This is the gripe I have with anti-AI absolutists: you can train AI models on data you own, to benefit your and other communities. And people are!
But companies are misusing the technology in service of the profit motive, at the expense of others whose data they're (sometimes even illegally) ingesting.
Place the blame in the appropriate place. Something something, hammers don't kill people.
This article has such palpable distain for the people who consume these products that it makes me wonder why the author even cares what kind of future they inhabit.
> But what is important to me is to keep the perspective of what consitutes a desirable future, and which actions get us closer or further from that.
Desirable to whom? I certainly don't think the status quo is perfect, but I do think dismissing it as purely the product of some faceless cadre of tech oligarchs desires is arrogant. People do have agency, the author just doesn't like what they have chosen to do with it...
I like the “wasn’t inevitable” list. The fact that two US corporations control 99% of phones is another one that feels about as comfortable as a rock in my boot and I hope this too is not inevitable, in the long run.
Imagine if the 80s and 90s had been PC vs Mac but you had to go to IBM for one or more critical pieces of software or software distribution infrastructure. The Cambrian explosion IBM-PC compatability didn’t happen overnight of course. I don’t think it will be (or ought to be) inevitable that phones remain opaque and locked down forever, but the day when freedom finally comes doesn’t really feel like it’s just around the corner.

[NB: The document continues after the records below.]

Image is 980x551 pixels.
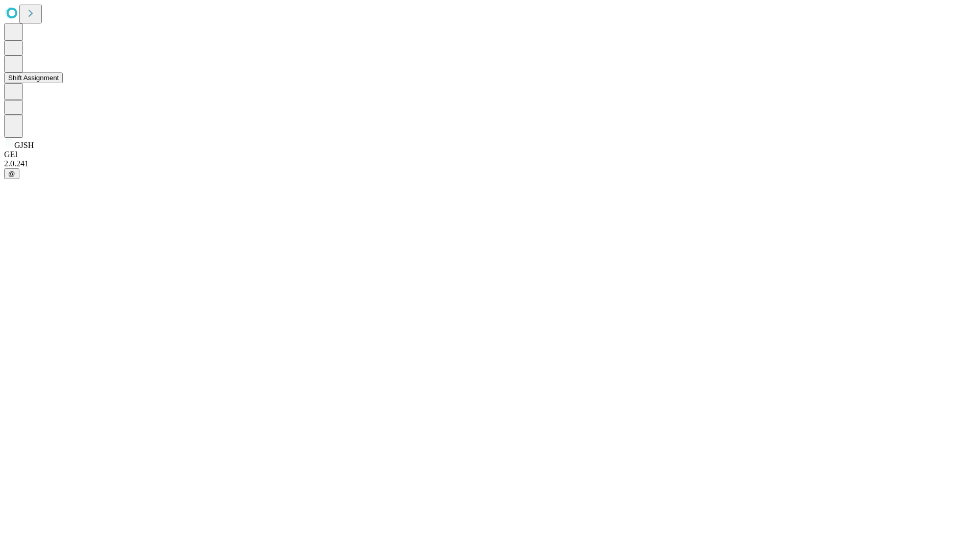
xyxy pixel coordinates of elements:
span: @ [8,170,15,177]
button: Shift Assignment [4,73,63,83]
div: GEI [4,150,975,159]
div: 2.0.241 [4,159,975,168]
span: GJSH [15,141,34,149]
button: @ [4,168,19,179]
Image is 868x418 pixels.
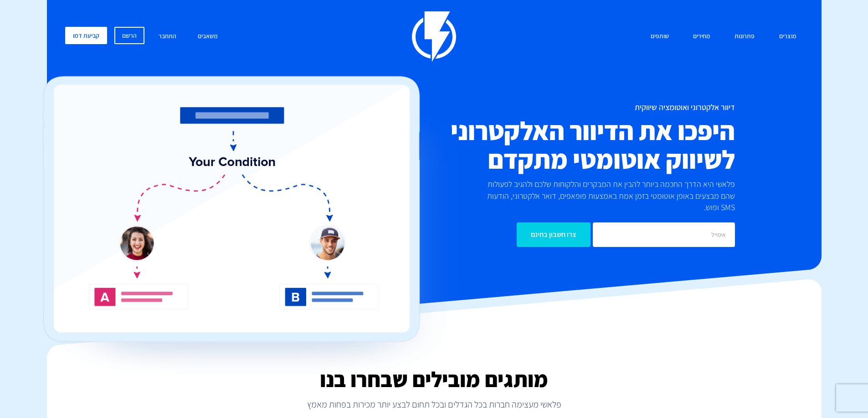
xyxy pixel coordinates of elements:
a: משאבים [191,27,225,46]
a: שותפים [644,27,676,46]
h2: מותגים מובילים שבחרו בנו [47,368,822,392]
a: התחבר [152,27,183,46]
a: הרשם [114,27,145,44]
a: מחירים [686,27,717,46]
a: קביעת דמו [65,27,107,44]
p: פלאשי היא הדרך החכמה ביותר להבין את המבקרים והלקוחות שלכם ולהגיב לפעולות שהם מבצעים באופן אוטומטי... [471,178,735,213]
input: צרו חשבון בחינם [517,222,590,247]
a: מוצרים [773,27,804,46]
p: פלאשי מעצימה חברות בכל הגדלים ובכל תחום לבצע יותר מכירות בפחות מאמץ [47,398,822,411]
h1: דיוור אלקטרוני ואוטומציה שיווקית [380,103,735,112]
input: אימייל [593,222,735,247]
h2: היפכו את הדיוור האלקטרוני לשיווק אוטומטי מתקדם [380,116,735,174]
a: פתרונות [728,27,761,46]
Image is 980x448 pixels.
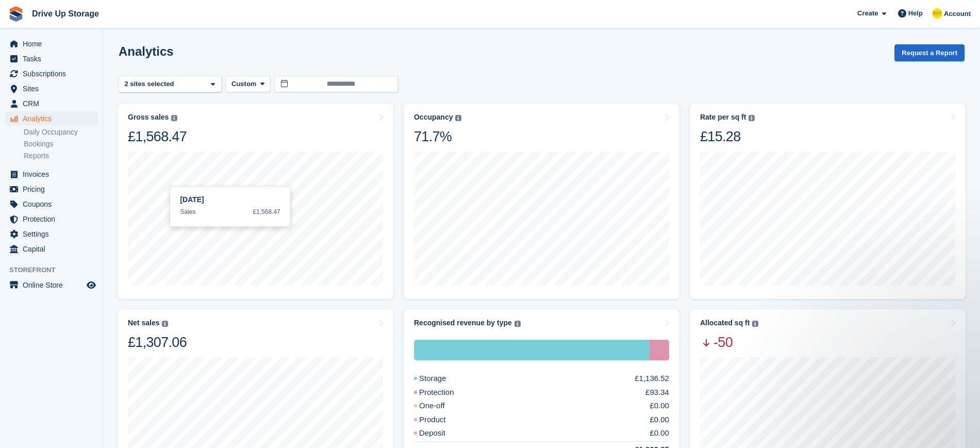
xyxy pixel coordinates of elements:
[944,9,971,19] span: Account
[23,82,85,96] span: Sites
[10,265,103,276] span: Storefront
[118,44,174,59] h2: Analytics
[414,414,471,426] div: Product
[650,401,669,412] div: £0.00
[23,227,85,242] span: Settings
[23,66,85,81] span: Subscriptions
[5,212,97,226] a: menu
[24,151,97,161] a: Reports
[414,128,461,145] div: 71.7%
[515,321,521,328] img: icon-info-grey-7440780725fd019a000dd9b08b2336e03edf1995a4989e88bcd33f0948082b44.svg
[5,82,97,96] a: menu
[5,66,97,81] a: menu
[23,212,85,226] span: Protection
[5,52,97,66] a: menu
[122,79,178,90] div: 2 sites selected
[5,168,97,182] a: menu
[23,52,85,66] span: Tasks
[128,128,187,145] div: £1,568.47
[85,279,97,292] a: Preview store
[24,127,97,137] a: Daily Occupancy
[858,9,878,18] span: Create
[128,113,168,121] div: Gross sales
[650,340,669,360] div: Protection
[700,128,755,145] div: £15.28
[5,242,97,256] a: menu
[5,227,97,242] a: menu
[171,115,177,121] img: icon-info-grey-7440780725fd019a000dd9b08b2336e03edf1995a4989e88bcd33f0948082b44.svg
[23,182,85,197] span: Pricing
[700,334,759,352] span: -50
[909,9,923,18] span: Help
[634,373,669,385] div: £1,136.52
[128,319,160,328] div: Net sales
[23,242,85,256] span: Capital
[752,321,759,328] img: icon-info-grey-7440780725fd019a000dd9b08b2336e03edf1995a4989e88bcd33f0948082b44.svg
[5,198,97,212] a: menu
[749,115,755,121] img: icon-info-grey-7440780725fd019a000dd9b08b2336e03edf1995a4989e88bcd33f0948082b44.svg
[650,414,669,426] div: £0.00
[414,340,650,360] div: Storage
[414,373,472,385] div: Storage
[231,79,256,90] span: Custom
[414,401,470,412] div: One-off
[932,9,942,18] img: Crispin Vitoria
[5,278,97,293] a: menu
[700,319,750,328] div: Allocated sq ft
[646,387,669,399] div: £93.34
[23,37,85,51] span: Home
[23,278,85,293] span: Online Store
[5,96,97,111] a: menu
[700,113,746,121] div: Rate per sq ft
[9,6,24,21] img: stora-icon-8386f47178a22dfd0bd8f6a31ec36ba5ce8667c1dd55bd0f319d3a0aa187defe.svg
[23,198,85,212] span: Coupons
[226,76,271,92] button: Custom
[5,37,97,51] a: menu
[650,428,669,439] div: £0.00
[23,96,85,111] span: CRM
[414,113,452,121] div: Occupancy
[894,44,965,62] button: Request a Report
[414,319,512,328] div: Recognised revenue by type
[414,428,470,439] div: Deposit
[5,112,97,126] a: menu
[23,168,85,182] span: Invoices
[24,140,97,149] a: Bookings
[162,321,168,328] img: icon-info-grey-7440780725fd019a000dd9b08b2336e03edf1995a4989e88bcd33f0948082b44.svg
[128,334,187,352] div: £1,307.06
[5,182,97,197] a: menu
[23,112,85,126] span: Analytics
[414,387,479,399] div: Protection
[455,115,461,121] img: icon-info-grey-7440780725fd019a000dd9b08b2336e03edf1995a4989e88bcd33f0948082b44.svg
[28,5,103,22] a: Drive Up Storage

> The Cambrian explosion IBM-PC compatability didn’t happen overnight of course.
There's a recording of an interview with Bill Gates floating around where he pretty much takes credit for that. He claims (paraphrasing because I listened to it almost 20 years ago) that he suggested a lot of the hardware to IBM because he knew he could repurpose DOS for it.
I also phrased this badly. Cambrian explosions by definition happen in very short time frames (“overnight”), but the conditions required to set off the explosion take a long time to brew and are few and far between.
We’re two decades into the smartphone era and my hope is that we’re still in the DEC / VAX / S370 stage, with the “IBM-PC” stage just around the corner still to come.
Also imagine that basic interactions were mediated by those monopolies: you had to print your bus ticket personally with software only available on your IBM.
I personally really like Apple Vision and the bar it’s pushing. However, using one of these devices long term in a walled garden sounds like a nightmare for privacy and marketing abuse of users.
> "Requiring a smartphone to exist in society is not inevitable."
Seeing smartphones morph from super neat computer/camera/music players in our pockets to unfiltered digital nicotine is depressing to think about.
Notifications abuse is _entirely_ to blame, IMO.
Every app that you think of when you think of "addictive" apps heavily relies on the notifications funnel (badges, toasts, dings) for engagement. I'm disappointed that we as a society have normalized unabated casino-tier attention grabs from our most personal computing devices.
Growth through free, ad-subsidized tiers also helped create this phenomenon, but that strategy wouldn't be nearly as effective without delivery via notifications.
Big AI (more like LLM/Stable Diffusion as a Service) is going to prey on that to levels never seen before, and I'm definitely not here for it.
Obligatory end-of-post anecdote: My phone stays home most of the time when I work out. I only bring my Apple Watch.
My gym bag has an iPad mini and a BOOX eReader, but I only use the iPad to do Peloton stretches and listen to KEXP Archives, as those can't be done from my watch (though I'm working on something for the latter).
Using this setup has given me a lot of opportunities to soak in my surroundings during rest periods. Most of that is just seeing people glued to Instagram, Facebook, and YouTube. TV addiction on steroids, in other words.
Thanks to this, people like me who use their phones as tools are forced to carry huge, heavy black slabs because small phones aren't viable and, as market analysis is showing, thin and lightweight slabs won't cut it either.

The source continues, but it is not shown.